Houthi-Yemen
Houthi fighters stand on the rubble of an army weapons depot destroyed by an air strike in Yemen's northwestern city of Saada on April 1, 2015. Reuters/Naiyf Rahma

Dozens of workers were killed in an explosion at a dairy factory in Hodeida, a port city on Yemen’s western coast, shortly after midnight on Wednesday, with locals attributing the blast to a Saudi Arabia-led coalition airstrike targeting the Shiite Houthi rebels.

Local medical source told Reuters that at least 25 workers were killed in the explosion at the factory, located near an army camp loyal to former Yemeni president Ali Abdullah Saleh, who had allegedly assisted the Houthi militants gain control over most of the Yemeni military.

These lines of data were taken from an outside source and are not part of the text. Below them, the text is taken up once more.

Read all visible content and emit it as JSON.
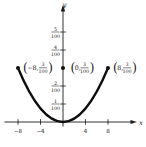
{
  "figure": {
    "x_axis_label": "x",
    "y_axis_label": "y",
    "x_ticks": [
      "−8",
      "−4",
      "4",
      "8"
    ],
    "y_ticks": [
      {
        "num": "1",
        "den": "100"
      },
      {
        "num": "2",
        "den": "100"
      },
      {
        "num": "4",
        "den": "100"
      },
      {
        "num": "5",
        "den": "100"
      }
    ],
    "points": [
      {
        "open": "(",
        "prefix": "−8,",
        "num": "3",
        "den": "100",
        "close": ")"
      },
      {
        "open": "(",
        "prefix": "0,",
        "num": "3",
        "den": "100",
        "close": ")"
      },
      {
        "open": "(",
        "prefix": "8,",
        "num": "3",
        "den": "100",
        "close": ")"
      }
    ]
  },
  "chart_data": {
    "type": "line",
    "title": "",
    "xlabel": "x",
    "ylabel": "y",
    "grid": false,
    "legend": false,
    "xlim": [
      -10,
      12.5
    ],
    "ylim": [
      0,
      0.058
    ],
    "x_ticks": [
      -8,
      -4,
      4,
      8
    ],
    "y_tick_values": [
      0.01,
      0.02,
      0.04,
      0.05
    ],
    "y_tick_labels": [
      "1/100",
      "2/100",
      "4/100",
      "5/100"
    ],
    "series": [
      {
        "name": "parabola",
        "equation": "y = (3/100)(x/8)^2",
        "x": [
          -8,
          -6,
          -4,
          -2,
          0,
          2,
          4,
          6,
          8
        ],
        "y": [
          0.03,
          0.016875,
          0.0075,
          0.001875,
          0,
          0.001875,
          0.0075,
          0.016875,
          0.03
        ]
      }
    ],
    "vertex": {
      "x": 0,
      "y": 0
    },
    "marked_points": [
      {
        "x": -8,
        "y": 0.03,
        "label": "(−8, 3/100)"
      },
      {
        "x": 0,
        "y": 0.03,
        "label": "(0, 3/100)"
      },
      {
        "x": 8,
        "y": 0.03,
        "label": "(8, 3/100)"
      }
    ]
  }
}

A pro-Houthi website, 26September, claimed that 37 workers were killed and 80 were wounded at a dairy and oil factory “during the aggressive air strikes which targeted the two factories last night.” There are also conflicting accounts claiming that rockets fired from the army base to counter Saudi-led airstrikes hit the factory and caused the explosion, Reuters reported.

Meanwhile, the Associated Press (AP) cited Yemeni officials who claimed that the dairy factory was being used by rebels as a weapons cache. The AP report also said that it was not clear if the workers died from the airstrikes, return fire or the subsequent explosion.

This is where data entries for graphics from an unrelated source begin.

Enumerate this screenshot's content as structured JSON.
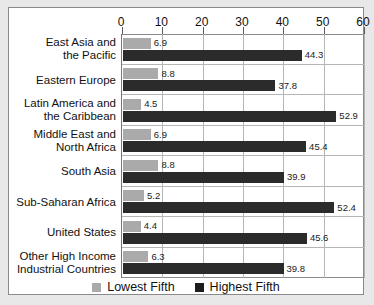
{
  "chart_data": {
    "type": "bar",
    "orientation": "horizontal",
    "title": "",
    "xlabel": "",
    "ylabel": "",
    "xlim": [
      0,
      60
    ],
    "xticks": [
      0,
      10,
      20,
      30,
      40,
      50,
      60
    ],
    "grid": true,
    "legend_position": "bottom-center",
    "categories": [
      "East Asia and\nthe Pacific",
      "Eastern Europe",
      "Latin America and\nthe Caribbean",
      "Middle East and\nNorth Africa",
      "South Asia",
      "Sub-Saharan Africa",
      "United States",
      "Other High Income\nIndustrial Countries"
    ],
    "series": [
      {
        "name": "Lowest Fifth",
        "color": "#aaaaaa",
        "values": [
          6.9,
          8.8,
          4.5,
          6.9,
          8.8,
          5.2,
          4.4,
          6.3
        ]
      },
      {
        "name": "Highest Fifth",
        "color": "#2b2b2b",
        "values": [
          44.3,
          37.8,
          52.9,
          45.4,
          39.9,
          52.4,
          45.6,
          39.8
        ]
      }
    ]
  },
  "categories": [
    {
      "line1": "East Asia and",
      "line2": "the Pacific"
    },
    {
      "line1": "Eastern Europe",
      "line2": ""
    },
    {
      "line1": "Latin America and",
      "line2": "the Caribbean"
    },
    {
      "line1": "Middle East and",
      "line2": "North Africa"
    },
    {
      "line1": "South Asia",
      "line2": ""
    },
    {
      "line1": "Sub-Saharan Africa",
      "line2": ""
    },
    {
      "line1": "United States",
      "line2": ""
    },
    {
      "line1": "Other High Income",
      "line2": "Industrial Countries"
    }
  ],
  "axis": {
    "ticks": [
      "0",
      "10",
      "20",
      "30",
      "40",
      "50",
      "60"
    ]
  },
  "legend": {
    "items": [
      {
        "label": "Lowest Fifth",
        "color": "#aaaaaa",
        "swatch": "lowest"
      },
      {
        "label": "Highest Fifth",
        "color": "#1c1c1c",
        "swatch": "highest"
      }
    ]
  },
  "bar_labels": {
    "lowest": [
      "6.9",
      "8.8",
      "4.5",
      "6.9",
      "8.8",
      "5.2",
      "4.4",
      "6.3"
    ],
    "highest": [
      "44.3",
      "37.8",
      "52.9",
      "45.4",
      "39.9",
      "52.4",
      "45.6",
      "39.8"
    ]
  },
  "colors": {
    "lowest_fifth": "#aaaaaa",
    "highest_fifth": "#2b2b2b",
    "grid": "#b5b5b5",
    "frame": "#8a8a8a",
    "page_background": "#e8e8e8",
    "plot_background": "#ffffff"
  }
}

According to reports, Wednesday's incident, which comes a day after Saudi Arabian forces and the Houthis reportedly engaged in a heavy cross-border fire, is one of the biggest cases of civilian deaths since the Saudi Arabia-led coalition began airstrikes last week.

The Saudi-led airstrikes marked a major escalation in the Yemen crisis, in which Shia-majority Iran has backed the Houthis while Sunni Muslim monarchies in the Gulf have supported Yemen’s exiled President Abed Rabbo Mansour Hadi.